Once you've completed the plan-do-check-act cycle multiple times, you can compare each version of the plan. This will guide your new attempts to adjust the plan until the outcome aligns more tightly with your goals.

Root cause analysis (RCA)

With RCA, you inquire into the root cause of some type of waste. A cause is only considered a root cause when its negative effects are fully stopped. 

RCA begins with the original data revealing that there's a problem. This often points to a specific department or process. Continue asking probing questions to narrow your search down to specific actions that caused the waste or burden. You'll uncover a chain of events, where each cause is the effect of a deeper cause until you reach the root that began the wasteful chain of events. 

The major advantage of RCA is that it reveals mura or inconsistencies.

Lean kanban

Kanban means "sign" and relates to visual boards. If you've used Agile project management software, you've seen this in action.

Lean kanban is a way to visualize and categorize workflow, categorizing activities into three stages:

  1. Requested – What needs to be done?

  2. In progress – Who is doing it?

  3. Done – Where and when was it completed?

Different tasks are represented by cards, which can be traded between staff and departments. This is extremely useful for managers trying to determine the exact time and place waste occurs.

When to use continuous improvement

The beauty of continuous improvement is that it's adaptable and applies at any scale. It can be used any time someone notices waste and inefficiency. By thoroughly studying muda (the seven forms of waste), you'll begin to see when and where kaizen can remove inconsistencies, reduce waste, and distribute burdens more effectively.

Advantages of continuous improvement

According to the Kaizen Institute, it's possible to quantify numerous advantages of continuous improvement, including reduced project costs and overtime labor. 

Benefits also often include:

  • Increased sales and customer satisfaction

  • Decreased lead times

  • Less scrap, product returns, and manufacturing defects

  • Faster payment receipt

At the same time, Dr. Deming cautioned that the most significant ROIs of continuous improvement are very difficult to quantify.

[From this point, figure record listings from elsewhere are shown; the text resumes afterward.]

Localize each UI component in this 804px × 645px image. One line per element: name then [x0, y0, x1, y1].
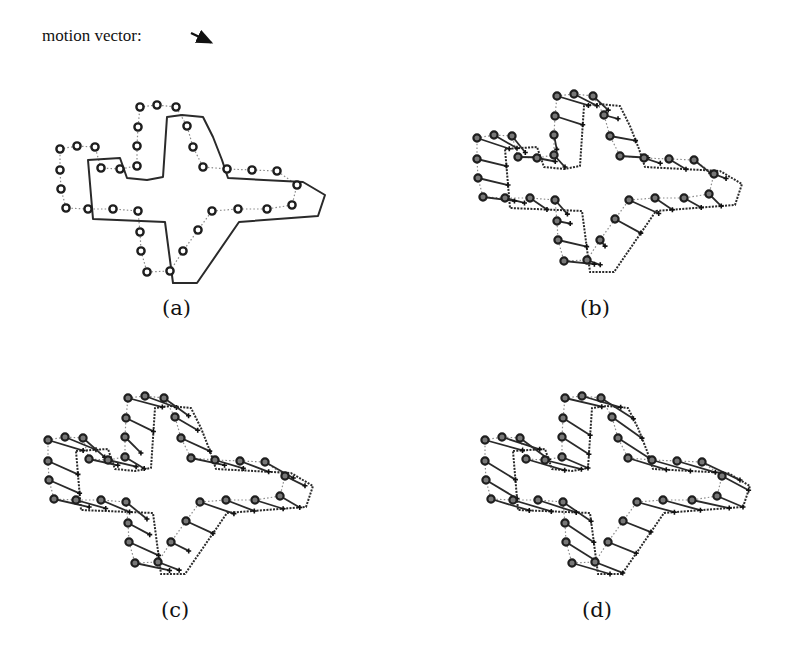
- sample-point: [234, 205, 241, 212]
- sample-point: [134, 207, 141, 214]
- sample-point: [236, 457, 243, 464]
- matched-point-marker: [664, 467, 669, 472]
- sample-point: [516, 434, 523, 441]
- sample-point: [514, 153, 521, 160]
- displacement-vector: [49, 480, 80, 493]
- sample-point: [136, 103, 143, 110]
- sample-point: [273, 167, 280, 174]
- sample-point: [248, 166, 255, 173]
- matched-point-marker: [520, 448, 525, 453]
- sample-point: [211, 456, 218, 463]
- sample-point: [718, 472, 725, 479]
- sample-point: [710, 170, 717, 177]
- sample-point: [177, 434, 184, 441]
- caption-d: (d): [582, 598, 612, 622]
- sample-point: [137, 247, 144, 254]
- sample-point: [680, 194, 687, 201]
- matched-point-marker: [549, 509, 554, 514]
- sample-point: [223, 165, 230, 172]
- sample-point: [501, 194, 508, 201]
- sample-point: [97, 496, 104, 503]
- sample-point: [196, 498, 203, 505]
- sample-point: [183, 122, 190, 129]
- sample-point: [56, 145, 63, 152]
- matched-point-marker: [127, 510, 132, 515]
- sample-point: [596, 236, 603, 243]
- sample-point: [288, 201, 295, 208]
- matched-point-marker: [553, 159, 558, 164]
- sample-point: [122, 414, 129, 421]
- sample-point-contour: [477, 94, 714, 261]
- sample-point: [473, 155, 480, 162]
- sample-point: [73, 142, 80, 149]
- sample-point: [651, 194, 658, 201]
- sample-point: [551, 196, 558, 203]
- matched-point-marker: [741, 505, 746, 510]
- sample-point: [533, 154, 540, 161]
- sample-point: [79, 434, 86, 441]
- sample-point: [616, 152, 623, 159]
- caption-c: (c): [161, 598, 189, 622]
- sample-point: [293, 181, 300, 188]
- sample-point: [698, 458, 705, 465]
- sample-point: [133, 142, 140, 149]
- sample-point: [578, 392, 585, 399]
- sample-point: [498, 433, 505, 440]
- object-contour: [88, 115, 325, 283]
- matched-point-marker: [584, 244, 589, 249]
- matched-point-marker: [586, 103, 591, 108]
- matched-point-marker: [658, 161, 663, 166]
- sample-point: [482, 476, 489, 483]
- sample-point: [281, 472, 288, 479]
- sample-point: [673, 457, 680, 464]
- sample-point: [167, 538, 174, 545]
- matched-point-marker: [103, 506, 108, 511]
- sample-point: [659, 496, 666, 503]
- sample-point: [208, 207, 215, 214]
- sample-point: [179, 247, 186, 254]
- matched-point-marker: [527, 508, 532, 513]
- sample-point: [600, 111, 607, 118]
- sample-point: [121, 433, 128, 440]
- sample-point: [124, 394, 131, 401]
- sample-point: [479, 193, 486, 200]
- sample-point: [182, 517, 189, 524]
- displacement-vector: [485, 461, 515, 480]
- sample-point: [276, 492, 283, 499]
- sample-point: [172, 103, 179, 110]
- sample-point: [199, 163, 206, 170]
- sample-point: [508, 132, 515, 139]
- sample-point: [124, 519, 131, 526]
- sample-point: [131, 559, 138, 566]
- sample-point: [134, 123, 141, 130]
- matched-point-marker: [698, 508, 703, 513]
- sample-point: [171, 413, 178, 420]
- sample-point: [604, 538, 611, 545]
- panel-c: [44, 392, 313, 574]
- sample-point: [570, 90, 577, 97]
- sample-point: [154, 558, 161, 565]
- sample-point: [558, 433, 565, 440]
- sample-point: [553, 92, 560, 99]
- sample-point: [97, 164, 104, 171]
- displacement-vector: [618, 438, 649, 458]
- sample-point: [562, 538, 569, 545]
- sample-point: [50, 495, 57, 502]
- panel-d: [481, 392, 751, 576]
- sample-point: [136, 228, 143, 235]
- sample-point: [44, 436, 51, 443]
- sample-point: [551, 112, 558, 119]
- sample-point: [558, 453, 565, 460]
- sample-point: [57, 185, 64, 192]
- sample-point: [550, 131, 557, 138]
- caption-a: (a): [162, 296, 191, 320]
- sample-point: [91, 143, 98, 150]
- sample-point: [606, 132, 613, 139]
- sample-point: [713, 492, 720, 499]
- sample-point: [553, 217, 560, 224]
- sample-point: [166, 267, 173, 274]
- sample-point: [665, 155, 672, 162]
- sample-point: [153, 101, 160, 108]
- sample-point: [591, 558, 598, 565]
- matched-point-marker: [672, 510, 677, 515]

In true zen koan fashion, he remarked:

"[H]e that would run his company on visible figures alone will in time have neither company nor figures."

Still, he advised making a good-faith attempt to measure success whenever possible.

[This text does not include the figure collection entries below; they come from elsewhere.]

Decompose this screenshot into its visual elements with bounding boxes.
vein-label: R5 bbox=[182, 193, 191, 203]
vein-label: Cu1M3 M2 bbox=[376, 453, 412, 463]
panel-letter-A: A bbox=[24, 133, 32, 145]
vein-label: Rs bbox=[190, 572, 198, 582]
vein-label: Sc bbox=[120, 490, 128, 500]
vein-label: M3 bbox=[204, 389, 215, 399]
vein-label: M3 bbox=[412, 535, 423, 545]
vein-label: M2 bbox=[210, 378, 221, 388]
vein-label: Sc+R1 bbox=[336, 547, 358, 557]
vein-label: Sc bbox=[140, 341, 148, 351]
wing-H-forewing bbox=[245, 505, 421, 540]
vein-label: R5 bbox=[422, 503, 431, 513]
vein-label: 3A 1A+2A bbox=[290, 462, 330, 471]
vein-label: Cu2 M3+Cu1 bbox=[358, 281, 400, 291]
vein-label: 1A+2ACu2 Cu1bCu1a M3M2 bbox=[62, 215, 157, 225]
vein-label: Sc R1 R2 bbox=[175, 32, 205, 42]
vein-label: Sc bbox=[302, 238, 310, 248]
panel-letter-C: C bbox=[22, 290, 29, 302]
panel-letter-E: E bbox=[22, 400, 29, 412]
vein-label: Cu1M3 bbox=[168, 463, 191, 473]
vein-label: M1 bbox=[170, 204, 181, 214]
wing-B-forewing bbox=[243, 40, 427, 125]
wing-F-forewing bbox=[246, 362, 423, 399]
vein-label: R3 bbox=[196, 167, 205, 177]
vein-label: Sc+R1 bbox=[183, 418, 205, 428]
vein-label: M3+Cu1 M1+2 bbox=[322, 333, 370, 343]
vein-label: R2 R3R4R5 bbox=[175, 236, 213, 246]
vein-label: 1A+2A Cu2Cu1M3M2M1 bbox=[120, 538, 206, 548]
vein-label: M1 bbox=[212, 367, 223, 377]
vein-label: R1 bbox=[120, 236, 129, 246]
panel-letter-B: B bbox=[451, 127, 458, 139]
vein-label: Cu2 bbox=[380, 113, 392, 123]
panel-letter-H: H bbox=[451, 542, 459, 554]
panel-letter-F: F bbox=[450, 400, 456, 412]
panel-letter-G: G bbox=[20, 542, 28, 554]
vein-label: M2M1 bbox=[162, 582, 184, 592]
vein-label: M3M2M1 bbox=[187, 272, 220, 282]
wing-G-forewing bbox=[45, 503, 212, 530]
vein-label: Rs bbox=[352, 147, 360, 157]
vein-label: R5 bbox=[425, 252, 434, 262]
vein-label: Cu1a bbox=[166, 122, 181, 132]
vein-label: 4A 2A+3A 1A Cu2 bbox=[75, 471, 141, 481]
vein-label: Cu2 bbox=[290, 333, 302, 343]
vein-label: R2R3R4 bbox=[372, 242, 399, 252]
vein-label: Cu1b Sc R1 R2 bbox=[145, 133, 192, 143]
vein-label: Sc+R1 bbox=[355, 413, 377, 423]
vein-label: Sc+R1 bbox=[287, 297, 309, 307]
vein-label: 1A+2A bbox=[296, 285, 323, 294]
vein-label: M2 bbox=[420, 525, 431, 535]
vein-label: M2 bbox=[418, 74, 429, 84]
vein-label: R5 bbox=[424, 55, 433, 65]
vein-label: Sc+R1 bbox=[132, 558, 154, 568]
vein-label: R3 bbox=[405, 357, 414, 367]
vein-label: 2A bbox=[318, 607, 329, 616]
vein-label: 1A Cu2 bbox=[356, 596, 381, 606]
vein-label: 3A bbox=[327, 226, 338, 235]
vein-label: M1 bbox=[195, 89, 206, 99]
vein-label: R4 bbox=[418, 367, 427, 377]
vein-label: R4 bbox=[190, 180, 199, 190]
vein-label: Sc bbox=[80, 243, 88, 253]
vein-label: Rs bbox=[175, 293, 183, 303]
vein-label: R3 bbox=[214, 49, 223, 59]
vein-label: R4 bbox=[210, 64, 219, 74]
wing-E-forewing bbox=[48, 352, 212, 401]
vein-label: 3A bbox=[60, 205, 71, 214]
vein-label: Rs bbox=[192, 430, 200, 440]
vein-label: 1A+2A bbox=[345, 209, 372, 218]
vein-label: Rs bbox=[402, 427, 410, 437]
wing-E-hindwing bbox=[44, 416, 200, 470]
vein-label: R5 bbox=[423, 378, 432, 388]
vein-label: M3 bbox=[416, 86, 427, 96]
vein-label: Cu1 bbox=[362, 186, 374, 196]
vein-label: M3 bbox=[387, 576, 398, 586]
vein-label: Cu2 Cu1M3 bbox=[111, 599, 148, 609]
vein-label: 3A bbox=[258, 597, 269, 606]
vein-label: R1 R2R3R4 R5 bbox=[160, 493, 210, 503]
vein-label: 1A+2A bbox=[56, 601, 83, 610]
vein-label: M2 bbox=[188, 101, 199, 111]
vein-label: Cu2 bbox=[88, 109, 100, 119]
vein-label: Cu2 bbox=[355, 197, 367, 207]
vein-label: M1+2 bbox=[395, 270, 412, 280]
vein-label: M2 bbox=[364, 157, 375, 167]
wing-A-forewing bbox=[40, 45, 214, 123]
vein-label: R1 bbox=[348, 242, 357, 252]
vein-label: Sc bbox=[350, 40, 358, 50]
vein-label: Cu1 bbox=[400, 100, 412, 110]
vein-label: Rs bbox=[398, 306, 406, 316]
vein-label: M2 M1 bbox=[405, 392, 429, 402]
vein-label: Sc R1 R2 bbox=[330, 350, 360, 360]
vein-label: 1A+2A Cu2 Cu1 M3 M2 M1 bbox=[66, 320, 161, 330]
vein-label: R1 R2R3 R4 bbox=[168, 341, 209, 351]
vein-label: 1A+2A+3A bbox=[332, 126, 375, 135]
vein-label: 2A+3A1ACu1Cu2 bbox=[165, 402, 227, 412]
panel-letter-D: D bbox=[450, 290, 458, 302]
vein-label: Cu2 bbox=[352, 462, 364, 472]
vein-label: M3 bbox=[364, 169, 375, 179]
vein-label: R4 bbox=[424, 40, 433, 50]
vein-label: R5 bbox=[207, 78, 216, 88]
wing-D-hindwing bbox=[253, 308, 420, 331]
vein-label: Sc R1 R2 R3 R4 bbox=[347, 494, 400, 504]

Disadvantages of continuous improvement

If poorly understood, continuous improvement can wreak havoc on the perfectionist mindset. For the inexperienced, it can also divert managerial attention away from active operations. Instead of letting it demand, well, continual attention, continuous improvement must save more resources than it takes up.

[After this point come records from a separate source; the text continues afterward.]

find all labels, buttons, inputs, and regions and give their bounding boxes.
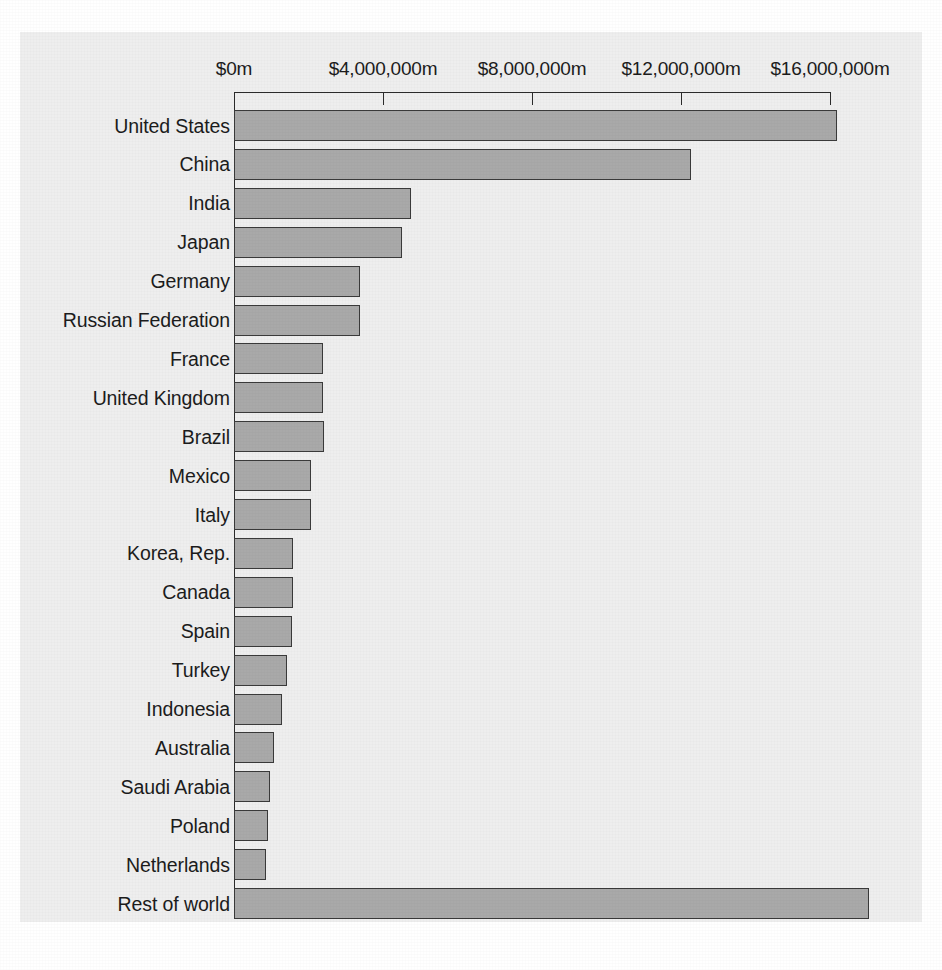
bar[interactable] [234, 188, 411, 219]
category-label: Turkey [172, 659, 230, 682]
bar-row[interactable]: Mexico [0, 460, 942, 491]
bar[interactable] [234, 343, 323, 374]
bar-series: United StatesChinaIndiaJapanGermanyRussi… [0, 0, 942, 970]
bar[interactable] [234, 499, 311, 530]
bar[interactable] [234, 266, 360, 297]
category-label: Rest of world [118, 892, 231, 915]
bar-row[interactable]: India [0, 188, 942, 219]
category-label: Brazil [182, 425, 230, 448]
bar[interactable] [234, 110, 837, 141]
bar-chart-figure: $0m$4,000,000m$8,000,000m$12,000,000m$16… [0, 0, 942, 970]
category-label: Saudi Arabia [121, 775, 230, 798]
bar-row[interactable]: Russian Federation [0, 305, 942, 336]
bar-row[interactable]: Italy [0, 499, 942, 530]
category-label: Italy [195, 503, 230, 526]
bar-row[interactable]: Japan [0, 227, 942, 258]
bar[interactable] [234, 655, 287, 686]
bar[interactable] [234, 771, 270, 802]
bar-row[interactable]: Poland [0, 810, 942, 841]
bar-row[interactable]: Saudi Arabia [0, 771, 942, 802]
bar[interactable] [234, 421, 324, 452]
category-label: Mexico [169, 464, 230, 487]
bar[interactable] [234, 460, 311, 491]
bar-row[interactable]: Brazil [0, 421, 942, 452]
bar-row[interactable]: Indonesia [0, 694, 942, 725]
category-label: India [188, 192, 230, 215]
category-label: Russian Federation [63, 309, 230, 332]
bar[interactable] [234, 810, 268, 841]
bar[interactable] [234, 577, 293, 608]
bar[interactable] [234, 227, 402, 258]
bar[interactable] [234, 538, 293, 569]
bar[interactable] [234, 305, 360, 336]
bar[interactable] [234, 616, 292, 647]
category-label: United Kingdom [93, 386, 230, 409]
category-label: Spain [181, 620, 230, 643]
category-label: Germany [151, 270, 231, 293]
bar-row[interactable]: China [0, 149, 942, 180]
category-label: Netherlands [126, 853, 230, 876]
bar-row[interactable]: United States [0, 110, 942, 141]
caption-strip [24, 944, 914, 968]
category-label: Japan [177, 231, 230, 254]
bar-row[interactable]: United Kingdom [0, 382, 942, 413]
category-label: China [180, 153, 230, 176]
bar[interactable] [234, 732, 274, 763]
bar-row[interactable]: Canada [0, 577, 942, 608]
category-label: France [170, 347, 230, 370]
bar-row[interactable]: Netherlands [0, 849, 942, 880]
category-label: United States [114, 114, 230, 137]
bar-row[interactable]: France [0, 343, 942, 374]
category-label: Australia [155, 736, 230, 759]
bar-row[interactable]: Rest of world [0, 888, 942, 919]
bar[interactable] [234, 888, 869, 919]
category-label: Canada [162, 581, 230, 604]
bar-row[interactable]: Turkey [0, 655, 942, 686]
bar[interactable] [234, 382, 323, 413]
bar[interactable] [234, 694, 282, 725]
category-label: Poland [170, 814, 230, 837]
bar-row[interactable]: Spain [0, 616, 942, 647]
category-label: Korea, Rep. [127, 542, 230, 565]
bar-row[interactable]: Germany [0, 266, 942, 297]
bar-row[interactable]: Australia [0, 732, 942, 763]
bar-row[interactable]: Korea, Rep. [0, 538, 942, 569]
bar[interactable] [234, 149, 691, 180]
bar[interactable] [234, 849, 266, 880]
category-label: Indonesia [146, 698, 230, 721]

Examples of continuous improvement

For app developers, an RCA can reveal the root cause of a sudden flurry of complaints. Probing deeper, you may discover that the original development team spent more time trying to hone future-planned features than the core product.

If transporting raw goods, you may discover transportation-related waste, such as abnormally high fuel expenses. Looking at your shipping plans, it may become more obvious that unnecessary waiting caused distribution partners to send a partial truckload, thus causing the next truckload to be overfull. Both trucks thus incurred higher fuel costs than necessary.

FAQs

What is continuous improvement in the workplace?

In practice, continuous improvement creates a greater continual workflow. Inefficiencies are more easily identified and reduced. It breeds greater transparency, allowing each team member to quickly find out the status of a given task, who's working on it, and how much bearing their own work has on overall efficiency.

Is continuous improvement the same as continuous delivery?

Continuous improvement can easily overlap with continuous delivery protocols, which also seek low-risk, fast deployment cycles. Continuous delivery also depends on continually improving processes—but strictly speaking, it's not a method for finding and stopping the cause of waste, like the continuous process improvement model.